Pastor's Letter

I don’t often agree with the sign in front of the meditation center on 107 (no offense to them!), but the message this past week was spot-on. What did it say?  “Breathe.  We’re going to get through this.”

“This,” of course, is the coronavirus and the various ways it is affecting our community, country, and world.  Within a matter of weeks, what we thought was a far-off problem has become strikingly close and personal.  The number of infections and deaths related to the virus continues to rise.  Schools, businesses, parks, and – yes – worship services and other church events – are closed or canceled for the foreseeable future.  We have taken up the strange but important practices of social distancing and self-isolation and are examining our values and reprioritizing our lives like never before.

In the face of such change and confusion, what do we do?  We breathe.  Breathing keeps us alive.  Breathing slows us down.  Breathing reminds us to stop and to think and, most importantly, to pray: We’re going to get through this… by the grace of God.

My friend Nick is a pastor down east in Calypso, NC.  In a recent conversation, Nick reminded me of the importance of perspective and the need to take the long view – and he’s exactly right.  While the contours of the coronavirus and our present cultural moment might be unique, the overarching challenge facing us is nothing new.  People throughout the ages have always faced struggles and they have always asked the same kinds of questions: What hope do we have?  What peace can we find?  In light of our circumstances, how then shall we live? 

Indeed, we see these questions in the writings of Dietrich Bonhoeffer and C.S. Lewis, who wrote many of their now-classic works during World War II.  We see them in the writings of Martin Luther and John Calvin, both of whom led the church during plague and famine in the 1500s.  We see them in Saint Augustine, who cared for others during the fall of the Roman Empire in the 5th century.  And we certainly see these questions in the pages of Scripture, the lives of the apostles, and the people of Israel.  Where do we find hope, peace, guidance, direction when the world is turned upside down?

Jesus is the answer.  “He is the same yesterday, today, and forever,” Hebrews tells us.  “He is before all things,” Colossians says, “and in him all things hold together.”  He is “the alpha and the omega, the beginning and the end” (Revelation 1) and nothing, absolutely nothing, can separate us from him and the love of God that he reveals (Romans 8). 

Jesus is the answer.  And perhaps for many of us, he has been the pat answer, the Sunday School answer, the answer we go to when we’re feeling spiritual on a sunny day.  But now, in the darkness, we get to discover what that really means.  We get to trust his Spirit not beyond the wilderness but in the wilderness.  We get to learn what difference the gospel actually makes. 

Of course, this doesn’t mean we don’t take our present circumstances seriously.  Hopefully you know this by now.  We heed the call to healthy practices and responsible living because people and viruses and other dangers still loom, and our fragile bodies remain subject to sickness and sadness and death.  But we know this does not have the final word.  This is not the end of the story.  The hope of Easter is the hope for all of us: Jesus is with us.  Out of the darkness of death, he lives again as the light of life.  And because he lives, we will too.

So, breathe.  And as you breathe, think.  And as you think, pray.  We’ll get through this, one day at a time – all by the grace of God.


* [What to do]: From the listing below, output the lines between the one with "Image is 644x294 pixels." and the one with "Image is 644x322 pixels.", including those two, and nothing else. Pictures are not copied.
---------- Records ----------
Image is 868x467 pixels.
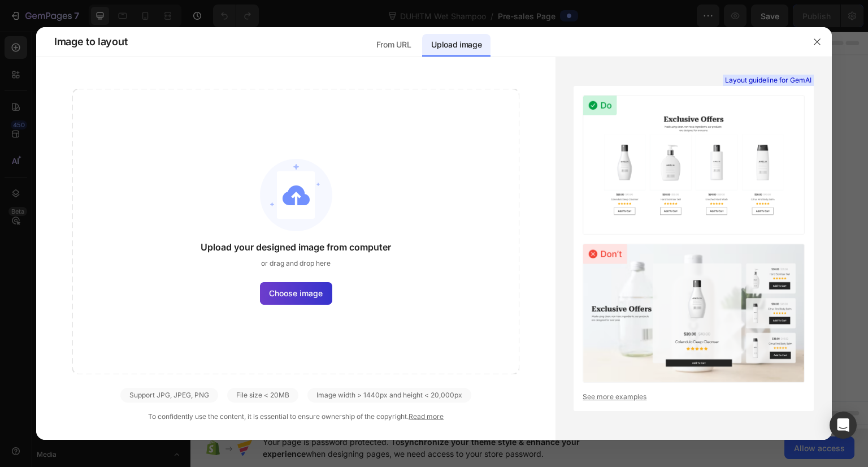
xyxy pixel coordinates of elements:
p: Upload image [431,38,482,52]
div: File size < 20MB [227,388,299,402]
p: From URL [377,38,411,52]
a: See more examples [582,392,805,402]
div: To confidently use the content, it is essential to ensure ownership of the copyright. [73,412,519,421]
span: Choose image [269,287,322,299]
span: Upload your designed image from computer [201,240,392,254]
div: Start building with Sections/Elements or [254,202,425,216]
div: Support JPG, JPEG, PNG [120,388,218,402]
span: or drag and drop here [261,258,330,268]
button: Use existing page designs [224,224,353,247]
span: Layout guideline for GemAI [725,75,812,85]
a: Read more [409,412,444,421]
div: Image width > 1440px and height < 20,000px [307,388,471,402]
button: Explore templates [359,224,455,247]
div: Start with Generating from URL or image [264,287,415,297]
div: Open Intercom Messenger [829,412,857,439]
span: Image to layout [54,35,127,48]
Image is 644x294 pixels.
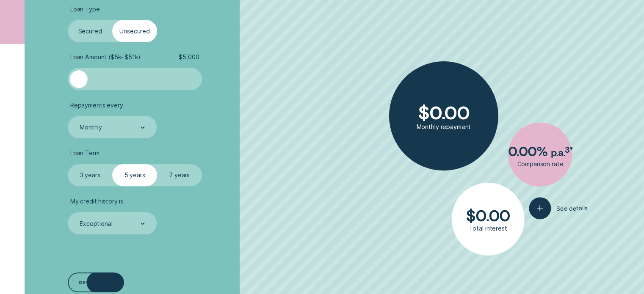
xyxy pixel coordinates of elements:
span: Repayments every [70,102,123,109]
button: See details [529,197,587,219]
span: Loan Type [70,5,100,13]
label: 3 years [68,164,113,187]
span: See details [557,205,587,212]
span: Loan Amount ( $5k - $51k ) [70,53,141,61]
div: Exceptional [80,220,112,228]
label: 5 years [112,164,157,187]
span: My credit history is [70,198,123,205]
label: Secured [68,20,113,43]
label: 7 years [157,164,202,187]
span: Loan Term [70,149,100,157]
div: Monthly [80,124,102,131]
a: Get estimate [68,272,124,293]
label: Unsecured [112,20,157,43]
span: $ 5,000 [179,53,199,61]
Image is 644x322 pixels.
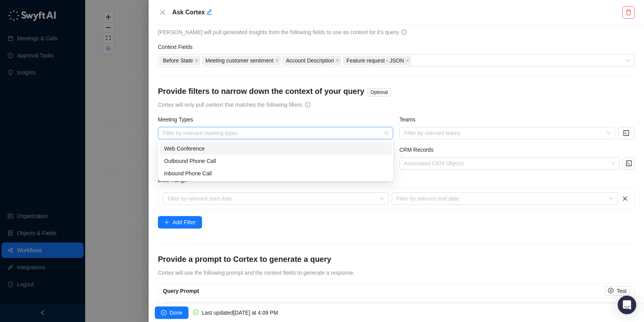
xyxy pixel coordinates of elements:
[347,56,404,65] span: Feature request - JSON
[206,8,213,17] button: Edit
[164,220,169,225] span: plus
[401,29,407,35] span: info-circle
[161,310,166,315] span: check-circle
[158,102,305,107] span: Cortex will only pull context that matches the following filters.
[625,58,630,63] span: close-circle
[155,306,189,319] button: Done
[163,287,199,294] span: Query Prompt
[163,130,164,136] input: Meeting Types
[160,56,201,65] span: Before State
[163,56,193,65] span: Before State
[160,155,392,167] div: Outbound Phone Call
[617,295,636,314] div: Open Intercom Messenger
[286,56,334,65] span: Account Description
[158,8,167,17] button: Close
[158,215,202,228] button: Add Filter
[164,144,387,153] div: Web Conference
[195,59,198,62] span: close
[305,102,310,107] span: info-circle
[172,8,621,17] h5: Ask Cortex
[335,59,339,62] span: close
[622,196,628,201] span: close
[283,56,342,65] span: Account Description
[623,130,629,136] span: code
[158,115,198,123] label: Meeting Types
[275,59,279,62] span: close
[158,253,635,264] h4: Provide a prompt to Cortex to generate a query
[608,287,613,293] span: play-circle
[202,309,278,316] span: Last updated [DATE] at 4:09 PM
[158,29,401,36] span: [PERSON_NAME] will pull generated insights from the following fields to use as context for it's q...
[617,286,626,295] span: Test
[169,308,182,316] span: Done
[625,10,632,15] span: delete
[193,309,198,315] span: check-circle
[206,9,213,15] span: edit
[160,142,392,155] div: Web Conference
[158,270,355,275] span: Cortex will use the following prompt and the context fields to generate a response.
[164,157,387,165] div: Outbound Phone Call
[625,160,632,166] span: code
[158,176,193,184] label: Date Range
[405,59,409,62] span: close
[158,43,197,51] label: Context Fields
[343,56,411,65] span: Feature request - JSON
[368,88,391,97] span: Optional
[202,56,281,65] span: Meeting customer sentiment
[158,86,364,97] h4: Provide filters to narrow down the context of your query
[400,145,439,154] label: CRM Records
[605,286,629,295] button: Test
[172,218,196,226] span: Add Filter
[160,10,166,15] span: close
[164,169,387,178] div: Inbound Phone Call
[160,167,392,179] div: Inbound Phone Call
[206,56,274,65] span: Meeting customer sentiment
[400,115,421,123] label: Teams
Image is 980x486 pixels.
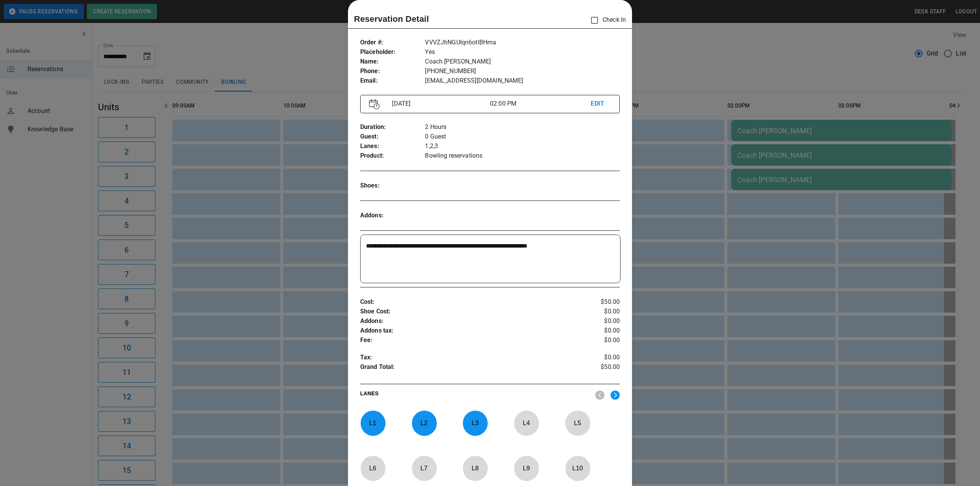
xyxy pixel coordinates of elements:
p: Placeholder : [360,48,425,57]
p: Yes [425,48,620,57]
p: Reservation Detail [354,12,429,25]
p: LANES [360,390,589,401]
p: L 4 [514,414,539,432]
p: Coach [PERSON_NAME] [425,57,620,67]
p: $50.00 [576,362,620,374]
p: EDIT [591,99,611,108]
p: Shoe Cost : [360,307,576,317]
p: L 6 [360,459,385,477]
p: Grand Total : [360,362,576,374]
img: nav_left.svg [595,391,605,400]
p: $0.00 [576,326,620,336]
p: 1,2,3 [425,142,620,151]
p: $0.00 [576,353,620,362]
p: [EMAIL_ADDRESS][DOMAIN_NAME] [425,76,620,86]
p: L 9 [514,459,539,477]
p: Tax : [360,353,576,362]
p: L 5 [565,414,590,432]
p: $0.00 [576,336,620,346]
p: [DATE] [389,99,490,108]
p: Name : [360,57,425,67]
p: Addons tax : [360,326,576,336]
p: $50.00 [576,297,620,307]
p: Fee : [360,336,576,346]
p: Cost : [360,297,576,307]
p: Addons : [360,317,576,326]
p: 0 Guest [425,132,620,142]
p: Addons : [360,211,425,221]
p: Bowling reservations [425,151,620,161]
p: Check In [587,12,626,28]
p: Shoes : [360,181,425,191]
p: 2 Hours [425,122,620,132]
p: $0.00 [576,307,620,317]
p: Lanes : [360,142,425,151]
img: Vector [369,99,380,109]
p: Phone : [360,67,425,76]
p: Email : [360,76,425,86]
p: L 7 [412,459,437,477]
p: L 8 [463,459,487,477]
p: Duration : [360,122,425,132]
p: VVVZJhNGUIqn6otlBHma [425,38,620,48]
p: L 3 [463,414,487,432]
p: 02:00 PM [490,99,591,108]
p: L 10 [565,459,590,477]
p: [PHONE_NUMBER] [425,67,620,76]
p: Guest : [360,132,425,142]
p: Order # : [360,38,425,48]
img: right.svg [610,391,620,400]
p: $0.00 [576,317,620,326]
p: L 1 [360,414,385,432]
p: Product : [360,151,425,161]
p: L 2 [412,414,437,432]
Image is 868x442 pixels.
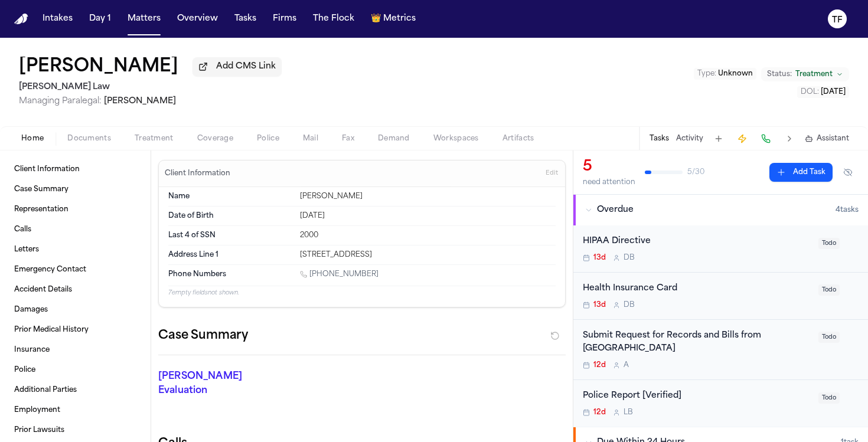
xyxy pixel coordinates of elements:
span: Add CMS Link [216,61,276,73]
a: Prior Lawsuits [10,421,141,440]
button: Edit [542,164,561,183]
button: Overview [172,8,223,29]
a: Emergency Contact [10,260,141,279]
div: Open task: Submit Request for Records and Bills from Emory University Hospital Midtown [573,320,868,381]
dt: Name [168,192,293,201]
span: Unknown [718,70,753,77]
div: 2000 [300,231,556,240]
span: Todo [819,284,840,296]
p: 7 empty fields not shown. [168,289,556,298]
button: Firms [268,8,301,29]
button: Change status from Treatment [761,67,850,82]
span: Treatment [796,70,833,79]
span: Assistant [816,134,850,144]
button: Add Task [769,163,833,182]
button: Create Immediate Task [734,130,751,147]
button: crownMetrics [366,8,421,29]
span: Managing Paralegal: [19,97,102,105]
span: D B [623,253,635,263]
span: Coverage [197,134,234,144]
a: Calls [10,220,141,239]
div: Police Report [Verified] [583,390,811,403]
button: Edit Type: Unknown [694,68,757,80]
img: Finch Logo [14,13,28,25]
span: 4 task s [836,206,858,215]
button: Add CMS Link [192,57,281,76]
a: Prior Medical History [10,320,141,340]
a: Case Summary [10,180,141,199]
button: Tasks [230,8,261,29]
span: Phone Numbers [168,270,226,279]
dt: Date of Birth [168,211,293,221]
span: Status: [767,70,792,79]
span: Todo [819,393,840,404]
div: Open task: Police Report [Verified] [573,380,868,427]
a: Insurance [10,340,141,359]
div: [STREET_ADDRESS] [300,250,556,260]
span: Mail [303,134,318,144]
div: Submit Request for Records and Bills from [GEOGRAPHIC_DATA] [583,329,811,357]
div: Open task: Health Insurance Card [573,273,868,320]
button: Assistant [805,134,850,144]
span: Fax [342,134,354,144]
div: Open task: HIPAA Directive [573,225,868,273]
button: Add Task [710,130,727,147]
button: Activity [676,134,704,144]
a: Matters [123,8,165,29]
p: [PERSON_NAME] Evaluation [158,370,284,398]
span: A [623,361,629,371]
button: Tasks [650,134,669,144]
span: Todo [819,238,840,249]
a: Client Information [10,160,141,179]
span: [PERSON_NAME] [104,97,176,105]
span: Documents [67,134,111,144]
span: 5 / 30 [687,168,704,177]
button: Overdue4tasks [573,194,868,225]
div: Health Insurance Card [583,282,811,296]
h1: [PERSON_NAME] [19,57,178,78]
h2: Case Summary [158,326,248,345]
a: Accident Details [10,281,141,299]
span: Edit [546,169,558,178]
span: 13d [594,301,606,310]
span: DOL : [801,88,819,96]
span: Overdue [597,204,634,216]
span: Demand [378,134,410,144]
div: need attention [583,178,635,187]
a: Police [10,361,141,379]
div: HIPAA Directive [583,235,811,248]
button: Edit DOL: 2025-09-20 [797,86,850,98]
a: Representation [10,200,141,219]
a: Damages [10,301,141,320]
button: Hide completed tasks (⌘⇧H) [838,163,858,182]
span: Treatment [135,134,174,144]
span: Workspaces [433,134,479,144]
button: Make a Call [757,130,774,147]
span: Artifacts [503,134,534,144]
a: Additional Parties [10,381,141,400]
a: Employment [10,401,141,420]
span: L B [623,408,633,418]
span: 13d [594,253,606,263]
h3: Client Information [162,169,233,178]
span: 12d [594,408,606,418]
button: The Flock [308,8,359,29]
span: 12d [594,361,606,371]
span: D B [623,301,635,310]
button: Day 1 [85,8,116,29]
button: Intakes [38,8,77,29]
button: Edit matter name [19,57,178,78]
span: [DATE] [821,88,846,96]
span: Home [21,134,43,144]
dt: Last 4 of SSN [168,231,293,240]
span: Police [257,134,279,144]
dt: Address Line 1 [168,250,293,260]
span: Type : [698,70,716,77]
----------
* [Answer for the task]:
Image is 644x294 pixels.
xyxy pixel coordinates of elements:
span: Repayments every [70,102,123,109]
button: See details [529,197,587,219]
span: Loan Type [70,5,100,13]
label: 3 years [68,164,113,187]
span: See details [557,205,587,212]
span: Loan Amount ( $5k - $51k ) [70,53,141,61]
div: Exceptional [80,220,112,228]
label: 5 years [112,164,157,187]
span: My credit history is [70,198,123,205]
label: Secured [68,20,113,43]
label: 7 years [157,164,202,187]
span: Loan Term [70,149,100,157]
div: Monthly [80,124,102,131]
a: Get estimate [68,272,124,293]
label: Unsecured [112,20,157,43]
span: $ 5,000 [179,53,199,61]
Image is 644x322 pixels.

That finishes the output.